• THE CONTEST

    CLOTILDE JIMÉNEZ
  • “I want to be a storyteller for people who look like me. The people whose stories have been marginalized and ignored. What I want to do is be the person that I needed when growing up—someone who depicts the complexities of Black life, what it means to be queer, and how it is OK. I aim to provide greater representation of my people within the art historical canon.” 

     

    - Clotilde Jiménez

  • The Body is a Portrait

    by Danny Dunson

     

    Clotilde Jiménez’s work is primarily figurative; though there has been a departure into still life compositions, these moments also reference the body. In conventional portraiture, artists depict facial expressions to convey interior thoughts of their subjects; often particular narratives are surmised when viewing distraught eyes, a menacing grin, or a cold blank stare. Contrary to conventional modes of portraiture, like an abstractionist, Jiménez utilizes self-evaluated emotions to expressionistically create form. Through a rigorous self-analysis of his life’s emotional encounters, these forms appear as faces, bodies, and symbols, based on lived experiences, critical meditations, and an art historical dialogue.

     

    Jiménez’s skillful figuration is not static, intended to be contemplated technically and formally alone. Though the sophistication of the artist’s considerable technical abilities warrants critical engagement and praise, the most compelling qualities of his work are conceptually based. In disparate modes: journal sketches, fully realized drawings and paintings, bronze sculpture, and collage, the body is consistently central, operating within individual and group portraits that privilege its expressive poses and gestures, within idiosyncratic storytelling, further accentuated by clothing and props.

     

    Referencing intricate aspects of Jiménez’s life, strategically cut and arranged layers of multimedia collage, activate a dynamistic viewing of the visual narratives presented. “Most of my work is autobiographical, so collage allows me to tell several stories at the same time”, Jiménez states. Through a kaleidoscope lens, composite portraits within montaged vignettes, offer a dream-like gaze into the artist’s inner thoughts.

     

    Vividly inviting, playful, and whimsical, Jiménez’s imaginative dexterity materializes in imagery reminiscent of children’s fables. Like in fairy tales, before living happily ever after, the images’ subjects are bound up in traumatic happenings, experienced by the protagonist. Jiménez’s collaged vignettes are representative of both childhood experiential development, and a continuum of understanding of the inner child, applied through the maturity, and wisdom of his adulthood. Demonstrating the artist’s most inner thoughts, the body materializes in variant modes, represented through a singular vocabulary of distorted faces, contoured poses, exaggerated gesture, provocative coloration, sinuousness, girthy voluptuousness, muscularity, and scale.

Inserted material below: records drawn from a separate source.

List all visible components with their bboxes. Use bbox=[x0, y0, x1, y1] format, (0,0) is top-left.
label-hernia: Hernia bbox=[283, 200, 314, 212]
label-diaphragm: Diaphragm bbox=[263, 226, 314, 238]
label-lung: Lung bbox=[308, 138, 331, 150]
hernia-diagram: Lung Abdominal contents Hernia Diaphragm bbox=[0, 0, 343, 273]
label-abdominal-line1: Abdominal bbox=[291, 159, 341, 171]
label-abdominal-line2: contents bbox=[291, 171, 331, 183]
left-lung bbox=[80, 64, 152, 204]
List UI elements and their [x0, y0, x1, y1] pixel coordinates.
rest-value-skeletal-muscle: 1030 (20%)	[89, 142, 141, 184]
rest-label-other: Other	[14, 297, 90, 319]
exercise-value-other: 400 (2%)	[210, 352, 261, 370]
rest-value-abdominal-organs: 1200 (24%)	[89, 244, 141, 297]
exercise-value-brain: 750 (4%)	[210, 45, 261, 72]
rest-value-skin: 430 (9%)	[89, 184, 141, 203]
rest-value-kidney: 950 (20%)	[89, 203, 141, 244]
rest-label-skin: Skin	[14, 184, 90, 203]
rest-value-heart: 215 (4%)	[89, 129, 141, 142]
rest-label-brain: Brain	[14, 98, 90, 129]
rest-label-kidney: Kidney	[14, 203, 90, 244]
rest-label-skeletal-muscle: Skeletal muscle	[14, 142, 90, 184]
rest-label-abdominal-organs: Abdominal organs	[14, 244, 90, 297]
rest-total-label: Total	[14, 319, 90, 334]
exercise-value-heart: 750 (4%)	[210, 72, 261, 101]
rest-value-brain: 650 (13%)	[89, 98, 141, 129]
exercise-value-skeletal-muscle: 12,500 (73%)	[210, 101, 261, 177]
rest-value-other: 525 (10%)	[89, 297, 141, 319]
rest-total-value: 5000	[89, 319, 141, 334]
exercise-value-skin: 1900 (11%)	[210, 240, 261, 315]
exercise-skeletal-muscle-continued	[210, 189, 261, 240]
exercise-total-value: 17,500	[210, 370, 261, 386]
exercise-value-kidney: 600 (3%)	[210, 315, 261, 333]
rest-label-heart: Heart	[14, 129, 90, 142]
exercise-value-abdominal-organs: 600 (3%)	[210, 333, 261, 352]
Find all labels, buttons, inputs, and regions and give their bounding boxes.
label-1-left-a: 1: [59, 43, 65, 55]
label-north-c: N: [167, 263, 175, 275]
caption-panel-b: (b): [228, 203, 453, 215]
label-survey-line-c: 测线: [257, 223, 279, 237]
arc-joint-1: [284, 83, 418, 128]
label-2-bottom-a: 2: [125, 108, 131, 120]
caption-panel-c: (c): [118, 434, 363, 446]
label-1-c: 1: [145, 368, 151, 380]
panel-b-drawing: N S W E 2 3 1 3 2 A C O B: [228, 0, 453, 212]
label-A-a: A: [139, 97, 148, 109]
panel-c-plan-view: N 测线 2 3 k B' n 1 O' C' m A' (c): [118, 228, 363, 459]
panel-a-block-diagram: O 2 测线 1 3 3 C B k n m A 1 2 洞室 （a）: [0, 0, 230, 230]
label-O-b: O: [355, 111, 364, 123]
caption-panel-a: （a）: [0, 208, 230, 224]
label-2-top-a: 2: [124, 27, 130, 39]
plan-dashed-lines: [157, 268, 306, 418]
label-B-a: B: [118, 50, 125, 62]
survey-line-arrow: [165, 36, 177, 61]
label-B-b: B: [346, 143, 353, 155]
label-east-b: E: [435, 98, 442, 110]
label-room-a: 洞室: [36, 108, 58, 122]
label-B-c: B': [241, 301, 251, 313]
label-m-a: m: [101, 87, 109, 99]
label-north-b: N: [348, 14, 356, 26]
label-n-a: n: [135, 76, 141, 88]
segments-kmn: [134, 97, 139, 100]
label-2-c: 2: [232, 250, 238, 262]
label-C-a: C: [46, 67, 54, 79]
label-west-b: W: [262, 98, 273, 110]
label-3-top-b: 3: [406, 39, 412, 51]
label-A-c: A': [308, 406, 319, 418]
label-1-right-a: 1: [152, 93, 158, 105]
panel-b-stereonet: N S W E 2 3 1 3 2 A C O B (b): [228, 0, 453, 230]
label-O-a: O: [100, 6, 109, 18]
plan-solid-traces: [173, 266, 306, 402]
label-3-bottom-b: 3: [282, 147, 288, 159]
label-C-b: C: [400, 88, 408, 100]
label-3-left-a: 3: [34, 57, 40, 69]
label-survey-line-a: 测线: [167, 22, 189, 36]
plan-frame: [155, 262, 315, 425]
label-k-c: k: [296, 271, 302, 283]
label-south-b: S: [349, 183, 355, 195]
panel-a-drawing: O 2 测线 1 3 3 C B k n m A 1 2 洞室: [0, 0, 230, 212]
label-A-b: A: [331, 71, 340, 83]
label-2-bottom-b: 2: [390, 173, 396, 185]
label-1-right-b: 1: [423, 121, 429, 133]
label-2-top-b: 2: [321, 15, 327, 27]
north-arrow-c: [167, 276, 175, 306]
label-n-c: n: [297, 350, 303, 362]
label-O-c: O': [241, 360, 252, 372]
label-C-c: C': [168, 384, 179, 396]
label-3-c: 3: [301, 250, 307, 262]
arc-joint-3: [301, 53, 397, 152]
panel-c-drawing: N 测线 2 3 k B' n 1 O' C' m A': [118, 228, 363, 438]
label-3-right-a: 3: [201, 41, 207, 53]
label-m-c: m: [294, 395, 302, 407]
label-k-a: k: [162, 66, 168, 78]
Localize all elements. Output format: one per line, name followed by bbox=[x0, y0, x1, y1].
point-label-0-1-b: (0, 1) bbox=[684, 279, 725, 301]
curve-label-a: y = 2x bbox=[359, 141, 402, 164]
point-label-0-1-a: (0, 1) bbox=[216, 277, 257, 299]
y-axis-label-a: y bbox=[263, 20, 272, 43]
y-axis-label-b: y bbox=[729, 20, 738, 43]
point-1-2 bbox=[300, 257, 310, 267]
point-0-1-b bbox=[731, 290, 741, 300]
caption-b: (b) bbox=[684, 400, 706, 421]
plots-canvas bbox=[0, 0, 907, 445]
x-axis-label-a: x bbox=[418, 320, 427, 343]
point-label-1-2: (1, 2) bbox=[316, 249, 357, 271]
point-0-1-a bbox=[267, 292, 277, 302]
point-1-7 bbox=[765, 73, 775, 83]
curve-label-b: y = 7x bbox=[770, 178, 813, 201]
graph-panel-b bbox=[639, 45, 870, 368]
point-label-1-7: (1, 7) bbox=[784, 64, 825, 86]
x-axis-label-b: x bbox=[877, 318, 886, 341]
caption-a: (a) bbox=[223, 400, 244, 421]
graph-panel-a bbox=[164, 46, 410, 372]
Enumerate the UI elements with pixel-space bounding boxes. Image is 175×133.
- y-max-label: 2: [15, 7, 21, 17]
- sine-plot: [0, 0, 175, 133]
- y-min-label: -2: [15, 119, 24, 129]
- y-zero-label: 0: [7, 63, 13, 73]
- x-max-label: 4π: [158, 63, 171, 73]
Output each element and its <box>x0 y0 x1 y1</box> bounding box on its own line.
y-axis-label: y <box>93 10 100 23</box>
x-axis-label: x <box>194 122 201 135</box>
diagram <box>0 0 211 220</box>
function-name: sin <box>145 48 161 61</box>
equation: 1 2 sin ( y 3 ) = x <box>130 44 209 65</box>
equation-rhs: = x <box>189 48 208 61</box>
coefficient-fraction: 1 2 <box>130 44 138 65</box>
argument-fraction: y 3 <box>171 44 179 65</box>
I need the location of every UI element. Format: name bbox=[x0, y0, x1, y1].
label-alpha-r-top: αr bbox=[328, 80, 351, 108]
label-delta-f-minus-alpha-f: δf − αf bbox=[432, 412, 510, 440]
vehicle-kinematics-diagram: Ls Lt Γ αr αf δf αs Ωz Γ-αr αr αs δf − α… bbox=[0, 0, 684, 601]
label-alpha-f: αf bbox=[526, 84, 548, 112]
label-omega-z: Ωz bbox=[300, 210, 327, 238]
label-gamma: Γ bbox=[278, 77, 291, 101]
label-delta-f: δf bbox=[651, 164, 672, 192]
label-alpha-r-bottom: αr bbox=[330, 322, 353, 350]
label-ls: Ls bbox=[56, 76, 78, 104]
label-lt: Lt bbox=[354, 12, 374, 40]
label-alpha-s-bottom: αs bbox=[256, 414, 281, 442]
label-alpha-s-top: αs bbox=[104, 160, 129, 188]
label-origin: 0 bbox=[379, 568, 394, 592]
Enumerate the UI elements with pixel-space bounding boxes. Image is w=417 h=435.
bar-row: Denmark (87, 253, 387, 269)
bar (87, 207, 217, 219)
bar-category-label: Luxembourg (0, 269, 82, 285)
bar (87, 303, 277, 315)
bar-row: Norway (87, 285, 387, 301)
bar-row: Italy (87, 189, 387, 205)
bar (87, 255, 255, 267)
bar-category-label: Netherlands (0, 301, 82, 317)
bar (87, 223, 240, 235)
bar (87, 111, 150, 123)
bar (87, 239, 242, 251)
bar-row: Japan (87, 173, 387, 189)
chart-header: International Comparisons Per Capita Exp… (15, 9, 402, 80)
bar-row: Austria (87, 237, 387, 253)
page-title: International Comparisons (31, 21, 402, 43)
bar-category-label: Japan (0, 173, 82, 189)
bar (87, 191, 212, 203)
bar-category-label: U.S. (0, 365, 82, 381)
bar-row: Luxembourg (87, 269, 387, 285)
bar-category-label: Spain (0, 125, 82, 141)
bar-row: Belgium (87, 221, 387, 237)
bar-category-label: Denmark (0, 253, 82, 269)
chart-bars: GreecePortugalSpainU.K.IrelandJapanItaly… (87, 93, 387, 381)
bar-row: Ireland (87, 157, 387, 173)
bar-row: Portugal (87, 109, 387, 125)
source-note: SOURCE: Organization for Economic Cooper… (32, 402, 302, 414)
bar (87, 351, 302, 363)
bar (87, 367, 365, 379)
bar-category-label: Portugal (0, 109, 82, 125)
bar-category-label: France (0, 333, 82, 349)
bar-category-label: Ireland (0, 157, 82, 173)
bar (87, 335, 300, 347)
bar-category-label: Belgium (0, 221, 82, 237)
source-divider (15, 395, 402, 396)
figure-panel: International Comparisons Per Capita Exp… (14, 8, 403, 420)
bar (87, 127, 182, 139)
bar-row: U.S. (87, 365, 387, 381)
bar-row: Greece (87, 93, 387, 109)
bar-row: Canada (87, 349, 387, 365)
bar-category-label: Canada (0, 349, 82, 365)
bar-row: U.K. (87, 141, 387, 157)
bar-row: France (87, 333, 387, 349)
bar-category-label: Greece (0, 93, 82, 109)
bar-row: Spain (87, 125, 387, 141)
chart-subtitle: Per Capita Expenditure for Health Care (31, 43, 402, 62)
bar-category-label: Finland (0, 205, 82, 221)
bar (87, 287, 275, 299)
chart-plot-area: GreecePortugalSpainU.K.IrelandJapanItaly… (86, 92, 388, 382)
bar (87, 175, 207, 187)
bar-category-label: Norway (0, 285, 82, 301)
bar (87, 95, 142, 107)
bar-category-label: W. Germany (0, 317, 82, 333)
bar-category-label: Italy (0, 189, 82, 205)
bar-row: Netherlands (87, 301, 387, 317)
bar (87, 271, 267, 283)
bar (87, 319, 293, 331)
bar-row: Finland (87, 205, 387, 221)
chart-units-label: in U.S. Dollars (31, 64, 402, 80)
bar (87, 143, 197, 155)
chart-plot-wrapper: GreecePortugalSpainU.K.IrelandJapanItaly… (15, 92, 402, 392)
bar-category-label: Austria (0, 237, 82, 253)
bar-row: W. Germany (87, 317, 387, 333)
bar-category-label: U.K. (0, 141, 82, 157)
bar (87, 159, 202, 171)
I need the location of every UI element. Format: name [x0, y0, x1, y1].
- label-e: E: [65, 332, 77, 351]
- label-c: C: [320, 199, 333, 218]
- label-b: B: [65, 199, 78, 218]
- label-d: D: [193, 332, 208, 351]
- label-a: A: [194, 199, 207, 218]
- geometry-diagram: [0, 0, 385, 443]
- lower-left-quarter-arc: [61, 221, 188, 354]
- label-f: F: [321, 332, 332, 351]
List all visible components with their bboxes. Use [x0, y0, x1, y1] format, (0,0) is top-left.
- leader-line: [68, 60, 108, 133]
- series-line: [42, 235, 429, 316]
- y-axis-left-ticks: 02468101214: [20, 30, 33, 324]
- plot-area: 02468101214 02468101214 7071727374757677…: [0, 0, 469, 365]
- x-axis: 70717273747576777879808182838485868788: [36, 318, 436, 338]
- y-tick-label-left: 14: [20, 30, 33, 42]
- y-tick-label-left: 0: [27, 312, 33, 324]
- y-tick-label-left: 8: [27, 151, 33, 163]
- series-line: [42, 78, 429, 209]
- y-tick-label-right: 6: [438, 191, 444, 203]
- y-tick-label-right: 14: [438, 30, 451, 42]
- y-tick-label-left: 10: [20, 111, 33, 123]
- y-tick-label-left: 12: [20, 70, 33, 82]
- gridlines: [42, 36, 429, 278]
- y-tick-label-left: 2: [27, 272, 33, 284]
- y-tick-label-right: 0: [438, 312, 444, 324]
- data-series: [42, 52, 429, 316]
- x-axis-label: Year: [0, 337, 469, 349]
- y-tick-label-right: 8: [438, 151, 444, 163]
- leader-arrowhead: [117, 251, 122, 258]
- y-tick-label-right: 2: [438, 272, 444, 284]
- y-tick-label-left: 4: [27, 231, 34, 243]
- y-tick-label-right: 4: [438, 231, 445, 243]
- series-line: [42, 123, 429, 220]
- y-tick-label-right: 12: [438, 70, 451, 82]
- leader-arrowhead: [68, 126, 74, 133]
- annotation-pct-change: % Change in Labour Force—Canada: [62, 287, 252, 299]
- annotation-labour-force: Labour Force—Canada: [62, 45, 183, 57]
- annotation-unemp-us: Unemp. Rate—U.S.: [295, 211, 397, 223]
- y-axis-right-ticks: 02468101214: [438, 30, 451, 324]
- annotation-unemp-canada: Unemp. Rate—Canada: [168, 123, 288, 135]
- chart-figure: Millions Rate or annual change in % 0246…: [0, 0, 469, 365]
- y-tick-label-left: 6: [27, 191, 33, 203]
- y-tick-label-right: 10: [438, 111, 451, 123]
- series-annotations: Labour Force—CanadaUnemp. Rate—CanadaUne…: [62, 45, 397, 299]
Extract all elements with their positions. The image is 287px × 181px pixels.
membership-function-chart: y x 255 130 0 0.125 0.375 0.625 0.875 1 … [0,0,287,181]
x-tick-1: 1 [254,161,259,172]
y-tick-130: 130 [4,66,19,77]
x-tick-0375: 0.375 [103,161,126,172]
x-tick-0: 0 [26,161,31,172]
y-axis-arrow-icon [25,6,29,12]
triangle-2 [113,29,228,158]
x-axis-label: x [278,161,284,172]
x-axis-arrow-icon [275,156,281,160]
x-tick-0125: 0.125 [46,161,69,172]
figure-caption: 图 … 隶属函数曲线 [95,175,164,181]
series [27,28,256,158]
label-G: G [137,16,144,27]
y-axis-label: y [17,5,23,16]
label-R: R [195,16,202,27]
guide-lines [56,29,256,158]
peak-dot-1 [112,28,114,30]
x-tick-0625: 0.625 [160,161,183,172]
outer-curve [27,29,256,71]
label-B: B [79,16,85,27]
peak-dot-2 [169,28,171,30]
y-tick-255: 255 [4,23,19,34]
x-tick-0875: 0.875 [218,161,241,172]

    Read the full essay in the forthcoming catalogue for this exhibition.

  • SCROLL THROUGH IMAGES:

    From installation and opening
  • ABOUT CLOTILDE JIMÉNEZ

    ABOUT CLOTILDE JIMÉNEZ

    Clotilde Jiménez is a visual artist, born in Honolulu and based in Mexico City. 

    Jiménez’ work celebrates the nuances of being a queer and Black hispanic male while exploring the limitations placed on the body in light of race, gender and sexuality. Although the experience behind Jiménez’s work is subjective, a level of universal symbolism is present, ultimately exploring rigid definitions of ‘Blackness.’

    The artist emphasizes, “the work became a tapestry of my life that transcribes and reconstructs the societal idée fixe of the black body in popular culture, while also undermining the notions of gender normativity within a black subjectivity.” 

    Jiménez has exhibited at The Mennello Museum of American Art, Orlando; Phillips, New York; the Slade School of Fine Art, London; and the Jacob Lawrence Gallery, Seattle. He earned his MFA from The Slade School of Fine Art, and his BFA from the Cleveland Institute of Art.